Suddenly, investing in defense stocks was the most ethical thing to do … for the health of the country! It was the 21st century version of buying War Bonds to support “the good fight!”
It was the perfect Brand Reimagination. Defense companies don’t make Killing Machines, they make Peace Defense Machines. David Ogilvy is probably looking down smiling.
Anyways, here’s Rutherford Hall describing the blueprint for ethical defense investing (from the FT):
“From the comms perspective we now have a chance to reframe the debate around the importance of the work we do and to make the point that defending our liberty from aggression or extremism is in fact the height of virtue. As part of this we are working up a plan to pressure the EU to re-examine its sustainable investment rules that make it hard for ESG funds to invest in the defence sector. After all there’s nothing very environmental about Russian T-90s rolling along your autobahns.”

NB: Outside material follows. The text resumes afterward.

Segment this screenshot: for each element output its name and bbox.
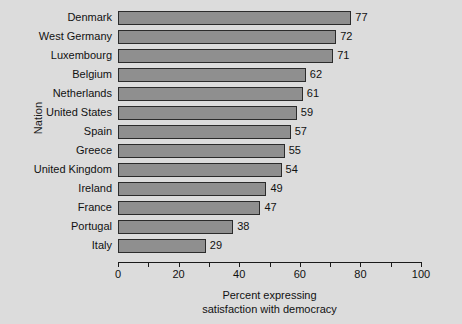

Remember those points, “We now have a chance to reframe the debate around the importance of the work we do and to make the point that defending our liberty from aggression or extremism is in fact the height of virtue.”
This is how mining stocks win. This is how billions of dollars flow into the extractive industry. Mining isn’t anti-environmental, it’s pro Liberty, pro National Defense, and pro jobs.
Rutherford continues:
“Key to this argument however is a shift in the way we think about what we are selling. We need to switch the focus from outputs to outcomes.
You are no longer selling advanced weapons systems, you are selling security. You do not manufacture assault drones, you are saving western Europe from Putin. You do not sell armour-piercing shells; you are delivering homeland security systems. You do not manufacture weapons, you manufacture peace through security. In the ethical arms industry, we don’t sell weapons, we sell freedom.”
Mining companies don’t sell rocks, they sell resource security. They don’t extract toxic minerals, they save the homeland from reliance on evil counterparties,
Mining companies don’t sell concentrate, they sell freedom.
And you can’t put a price tag on freedom (but if you could, it would probably be 30-40x EBITDA, right?).